Saint-Luce is co-author of You Matter, How Women Reclaiming their Power are Changing the World which, she says, is available for free on Kindle on Women’s Day.
Downloading books is but a pipedream for so many in the developing world. Is the humanitarian sector lagging behind on digital inclusion? So much of WFP’s work even in resilience-building seems to be a firefight against hunger.
“It varies from one country to another,” she says. “In Egypt, for instance, we have a very strong partnership with the Government and the Ministry of Education for digitalizing school teaching and access to digital learning.”

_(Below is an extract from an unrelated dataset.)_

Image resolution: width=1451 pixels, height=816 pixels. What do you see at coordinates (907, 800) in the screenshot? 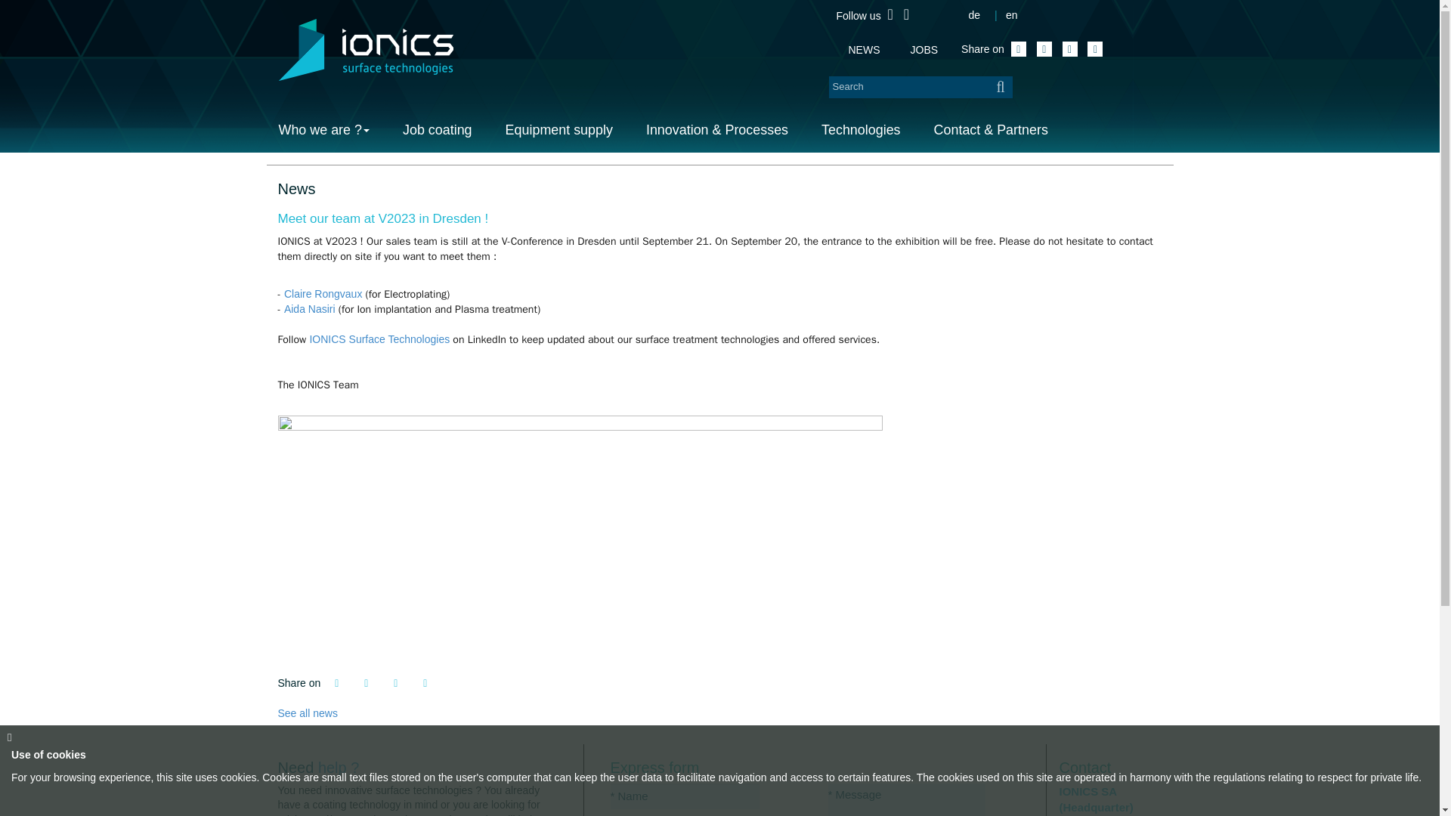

'We are fighting against centuries of cultural norms'
Greater digital inclusion requires “good partnership at education level, with bodies that can provide the equipment, IT companies for having access to WiFi” – and a committed approach, working with “national governments and ministries” to ensure that interventions stay the course over the longer term and are not one-offs.
This year, WFP aims to reach 35 million women and children with malnutrition prevention and treatment across the world – 16.5 million more than it reached in 2021.
Firmly at the front line of the global hunger crisis are the 27 million pregnant and breastfeeding women who are currently food-insecure and at risk of malnutrition.
“Breastfeeding is one of the many things we encourage women to do to ensure the health of their babies, but breastfeeding can only work if the mothers themselves have access to good nutritious food – so it’s a chain,” says Sainte-Luce.
WFP complements its work in nutrition with school feeding programmes that support children's education – literally nourishing their futures.
When families are under pressure, however, attendance drops. Girls are often despatched into domestic labour.
“We are fighting against centuries of cultural norms,” says Sainte-Luce. “‘To keep girls safe, let them be married to another adult. But we know from many studies that a girl being educated as long as possible will also enable her family to benefit from that education. She will feed better her children, take more informed decisions. She will be a more productive member for society and her family.”
For their part, men have to realize that closing the gender gap “is not about women’s rights over men’s rights. It’s how together we can have the same opportunity, the same access to resources, to knowledge – and have the same ability to have agency over our own life.”
In DRC “the family code supports this inequality between men and women – with wives having limited autonomy in their marriage. And being legally obligated to obey their husbands. This leads to a high rate of gender-based violence and domestic abuse. And even worse, the prevailing acceptance of this behaviour by both men and women.”
In country after country, working to change the law is imperative, she says – the work to achieve that cannot start happening soon enough.